Of course some of the gay movies selected do travel around the globe and there’s more and more festivals for them to pitch up at, but this can be over a long period and you might end up writing about a gay movie that someone’s not gonna see until next year.
New York’s Tribeca Film Festival (April 21 – May 2) has come up with a great halfway solution with the launch of their virtual pass – you can watch stuff like red carpet coverage and panel discussions real time on their iPlayer, plus movie shorts and features and backstage footage. Premium membership even allows you to watch movie premieres online as they simultaneously screen at Tribeca – how cool is that?!
There’s a bunch of gay movies showing this year and a few of them sound unmissable. In fact, compared to the worthy-but-dull selection of gay movies at some festivals, the phrase to describe this little lot would be “outrageous fun”.
There’s a hermaphrodite take on Mean Girls (Spork), a coming-out comedy set in Italy that adds plenty of sauce to a story about a young gay man trying to escape the family pasta business (Loose Cannons) and a Rio-set rom-com featuring a sexy biker-chick and a trannie (Elvis & Madona).
Big congrats to Ticked-Off Trannies With Knives for also getting selected. This kick-ass gay movie is creating buzz and has ‘cult hit’ written all over it.





One of the most unique romantic comedies to emerge in years, Elvis & Madona is a colorful crowd-pleaser set in Rio de Janeiro’s lively neighborhood of Copacabana. Elvis is a talented photographer and lesbian whose father is down on his luck financially. Since her photography isn’t paying the bills, she gets a job delivering pizzas on her motorcycle. Madona is a ravishing blonde drag performer who works as a hairstylist by day and performs in Rio’s drag clubs at night. The pair’s paths cross when Elvis arrives at her first delivery only to find Madona robbed and beaten by her sometime lover John Tripod. From this first meeting, their lives will increasingly intertwine as love and desire begin to emerge.
Debut writer/director Marcelo Laffite brilliantly unfolds the relationship between his two protagonists in a natural and believable way, vitalizing his film and characters with a continuous playful energy that lets the viewer get carried away in the story. Actors Igor Cotrim and Simone Spoladore effortlessly share a natural chemistry even in their unusual scenario, bringing their characters’ passion, rather than their labels, to life.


### Your assignment
Give back every record below, character for character.

### Data for processing

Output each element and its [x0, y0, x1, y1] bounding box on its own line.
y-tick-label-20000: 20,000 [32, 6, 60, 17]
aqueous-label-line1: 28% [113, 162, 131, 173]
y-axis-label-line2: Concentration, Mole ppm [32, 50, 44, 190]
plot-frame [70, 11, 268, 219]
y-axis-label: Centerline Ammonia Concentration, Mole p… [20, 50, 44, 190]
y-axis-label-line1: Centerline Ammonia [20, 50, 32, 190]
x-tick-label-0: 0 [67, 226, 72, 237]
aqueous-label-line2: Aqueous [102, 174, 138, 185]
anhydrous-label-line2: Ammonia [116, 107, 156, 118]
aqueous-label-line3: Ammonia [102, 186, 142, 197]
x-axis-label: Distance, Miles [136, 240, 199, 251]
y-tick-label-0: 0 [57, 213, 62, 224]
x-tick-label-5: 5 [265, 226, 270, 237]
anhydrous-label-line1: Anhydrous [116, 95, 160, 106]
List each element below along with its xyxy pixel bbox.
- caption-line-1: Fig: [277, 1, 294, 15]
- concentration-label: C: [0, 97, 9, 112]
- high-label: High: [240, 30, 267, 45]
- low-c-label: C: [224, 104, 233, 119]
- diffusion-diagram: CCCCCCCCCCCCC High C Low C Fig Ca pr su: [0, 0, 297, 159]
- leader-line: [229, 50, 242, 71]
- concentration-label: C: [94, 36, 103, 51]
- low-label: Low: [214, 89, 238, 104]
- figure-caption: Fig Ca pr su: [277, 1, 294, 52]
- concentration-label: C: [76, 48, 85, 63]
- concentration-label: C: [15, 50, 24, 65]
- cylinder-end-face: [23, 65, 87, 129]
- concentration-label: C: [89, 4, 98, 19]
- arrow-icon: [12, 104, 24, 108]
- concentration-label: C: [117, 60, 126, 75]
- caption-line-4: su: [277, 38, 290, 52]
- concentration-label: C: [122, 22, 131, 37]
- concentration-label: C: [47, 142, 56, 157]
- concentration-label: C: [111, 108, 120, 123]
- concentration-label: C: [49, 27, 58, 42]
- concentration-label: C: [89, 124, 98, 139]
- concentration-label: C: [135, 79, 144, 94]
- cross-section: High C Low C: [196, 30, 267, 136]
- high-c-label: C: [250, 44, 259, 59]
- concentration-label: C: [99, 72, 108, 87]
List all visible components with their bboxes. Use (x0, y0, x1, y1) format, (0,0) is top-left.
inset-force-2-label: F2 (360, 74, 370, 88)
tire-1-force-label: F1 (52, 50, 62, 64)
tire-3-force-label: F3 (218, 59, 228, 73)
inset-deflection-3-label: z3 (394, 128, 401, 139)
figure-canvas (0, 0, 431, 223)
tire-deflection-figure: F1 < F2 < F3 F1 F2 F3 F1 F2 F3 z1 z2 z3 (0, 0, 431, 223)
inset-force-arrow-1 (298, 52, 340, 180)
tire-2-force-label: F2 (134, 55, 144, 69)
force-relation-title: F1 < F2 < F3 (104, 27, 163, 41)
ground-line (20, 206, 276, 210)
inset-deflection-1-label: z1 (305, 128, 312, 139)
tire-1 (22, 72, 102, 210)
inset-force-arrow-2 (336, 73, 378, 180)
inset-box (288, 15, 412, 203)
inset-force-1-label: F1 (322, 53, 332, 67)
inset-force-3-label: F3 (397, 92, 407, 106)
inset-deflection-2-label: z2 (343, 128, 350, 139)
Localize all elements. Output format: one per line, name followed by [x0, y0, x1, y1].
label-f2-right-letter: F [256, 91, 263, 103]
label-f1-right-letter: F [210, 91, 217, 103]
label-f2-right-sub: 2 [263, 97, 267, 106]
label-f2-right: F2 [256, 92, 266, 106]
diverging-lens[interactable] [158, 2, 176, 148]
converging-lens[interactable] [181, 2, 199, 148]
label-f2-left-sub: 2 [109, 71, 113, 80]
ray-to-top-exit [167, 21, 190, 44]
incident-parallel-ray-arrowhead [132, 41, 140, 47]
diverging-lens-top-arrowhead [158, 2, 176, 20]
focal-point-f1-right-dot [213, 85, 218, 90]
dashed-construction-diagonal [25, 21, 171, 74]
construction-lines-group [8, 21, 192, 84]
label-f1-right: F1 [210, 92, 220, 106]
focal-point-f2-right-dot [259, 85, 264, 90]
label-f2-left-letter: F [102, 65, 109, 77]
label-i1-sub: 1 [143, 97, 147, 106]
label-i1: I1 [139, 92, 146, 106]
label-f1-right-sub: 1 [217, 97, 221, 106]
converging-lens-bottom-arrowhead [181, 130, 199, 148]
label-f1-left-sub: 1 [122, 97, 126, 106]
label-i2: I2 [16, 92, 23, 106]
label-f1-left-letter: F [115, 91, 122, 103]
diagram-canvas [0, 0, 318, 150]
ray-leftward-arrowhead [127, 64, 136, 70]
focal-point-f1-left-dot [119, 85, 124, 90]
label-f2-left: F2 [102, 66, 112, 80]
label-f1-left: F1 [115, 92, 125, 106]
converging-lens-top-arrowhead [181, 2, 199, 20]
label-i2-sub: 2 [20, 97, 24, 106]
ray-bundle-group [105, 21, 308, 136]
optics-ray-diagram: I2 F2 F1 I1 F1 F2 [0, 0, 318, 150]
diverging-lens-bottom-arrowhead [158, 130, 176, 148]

### Task answer
Output each element and its [x0, y0, x1, y1] bounding box on its own line.
y-tick-label-20000: 20,000 [32, 6, 60, 17]
aqueous-label-line1: 28% [113, 162, 131, 173]
y-axis-label-line2: Concentration, Mole ppm [32, 50, 44, 190]
plot-frame [70, 11, 268, 219]
y-axis-label: Centerline Ammonia Concentration, Mole p… [20, 50, 44, 190]
y-axis-label-line1: Centerline Ammonia [20, 50, 32, 190]
x-tick-label-0: 0 [67, 226, 72, 237]
aqueous-label-line2: Aqueous [102, 174, 138, 185]
anhydrous-label-line2: Ammonia [116, 107, 156, 118]
aqueous-label-line3: Ammonia [102, 186, 142, 197]
x-axis-label: Distance, Miles [136, 240, 199, 251]
y-tick-label-0: 0 [57, 213, 62, 224]
x-tick-label-5: 5 [265, 226, 270, 237]
anhydrous-label-line1: Anhydrous [116, 95, 160, 106]
List each element below along with its xyxy pixel bbox.
- caption-line-1: Fig: [277, 1, 294, 15]
- concentration-label: C: [0, 97, 9, 112]
- high-label: High: [240, 30, 267, 45]
- low-c-label: C: [224, 104, 233, 119]
- diffusion-diagram: CCCCCCCCCCCCC High C Low C Fig Ca pr su: [0, 0, 297, 159]
- leader-line: [229, 50, 242, 71]
- concentration-label: C: [94, 36, 103, 51]
- low-label: Low: [214, 89, 238, 104]
- figure-caption: Fig Ca pr su: [277, 1, 294, 52]
- concentration-label: C: [76, 48, 85, 63]
- concentration-label: C: [15, 50, 24, 65]
- cylinder-end-face: [23, 65, 87, 129]
- concentration-label: C: [89, 4, 98, 19]
- arrow-icon: [12, 104, 24, 108]
- concentration-label: C: [117, 60, 126, 75]
- caption-line-4: su: [277, 38, 290, 52]
- concentration-label: C: [122, 22, 131, 37]
- concentration-label: C: [47, 142, 56, 157]
- concentration-label: C: [111, 108, 120, 123]
- concentration-label: C: [49, 27, 58, 42]
- concentration-label: C: [89, 124, 98, 139]
- concentration-label: C: [135, 79, 144, 94]
- cross-section: High C Low C: [196, 30, 267, 136]
- high-c-label: C: [250, 44, 259, 59]
- concentration-label: C: [99, 72, 108, 87]
List all visible components with their bboxes. Use (x0, y0, x1, y1) format, (0,0) is top-left.
inset-force-2-label: F2 (360, 74, 370, 88)
tire-1-force-label: F1 (52, 50, 62, 64)
tire-3-force-label: F3 (218, 59, 228, 73)
inset-deflection-3-label: z3 (394, 128, 401, 139)
figure-canvas (0, 0, 431, 223)
tire-deflection-figure: F1 < F2 < F3 F1 F2 F3 F1 F2 F3 z1 z2 z3 (0, 0, 431, 223)
inset-force-arrow-1 (298, 52, 340, 180)
tire-2-force-label: F2 (134, 55, 144, 69)
force-relation-title: F1 < F2 < F3 (104, 27, 163, 41)
ground-line (20, 206, 276, 210)
inset-deflection-1-label: z1 (305, 128, 312, 139)
tire-1 (22, 72, 102, 210)
inset-force-arrow-2 (336, 73, 378, 180)
inset-box (288, 15, 412, 203)
inset-force-1-label: F1 (322, 53, 332, 67)
inset-force-3-label: F3 (397, 92, 407, 106)
inset-deflection-2-label: z2 (343, 128, 350, 139)
Localize all elements. Output format: one per line, name followed by [x0, y0, x1, y1].
label-f2-right-letter: F [256, 91, 263, 103]
label-f1-right-letter: F [210, 91, 217, 103]
label-f2-right-sub: 2 [263, 97, 267, 106]
label-f2-right: F2 [256, 92, 266, 106]
diverging-lens[interactable] [158, 2, 176, 148]
converging-lens[interactable] [181, 2, 199, 148]
label-f2-left-sub: 2 [109, 71, 113, 80]
ray-to-top-exit [167, 21, 190, 44]
incident-parallel-ray-arrowhead [132, 41, 140, 47]
diverging-lens-top-arrowhead [158, 2, 176, 20]
focal-point-f1-right-dot [213, 85, 218, 90]
dashed-construction-diagonal [25, 21, 171, 74]
construction-lines-group [8, 21, 192, 84]
label-f1-right: F1 [210, 92, 220, 106]
focal-point-f2-right-dot [259, 85, 264, 90]
label-f2-left-letter: F [102, 65, 109, 77]
label-i1-sub: 1 [143, 97, 147, 106]
label-i1: I1 [139, 92, 146, 106]
label-f1-right-sub: 1 [217, 97, 221, 106]
converging-lens-bottom-arrowhead [181, 130, 199, 148]
label-f1-left-sub: 1 [122, 97, 126, 106]
label-i2: I2 [16, 92, 23, 106]
label-f1-left-letter: F [115, 91, 122, 103]
diagram-canvas [0, 0, 318, 150]
ray-leftward-arrowhead [127, 64, 136, 70]
focal-point-f1-left-dot [119, 85, 124, 90]
label-f2-left: F2 [102, 66, 112, 80]
label-f1-left: F1 [115, 92, 125, 106]
converging-lens-top-arrowhead [181, 2, 199, 20]
label-i2-sub: 2 [20, 97, 24, 106]
ray-bundle-group [105, 21, 308, 136]
optics-ray-diagram: I2 F2 F1 I1 F1 F2 [0, 0, 318, 150]
diverging-lens-bottom-arrowhead [158, 130, 176, 148]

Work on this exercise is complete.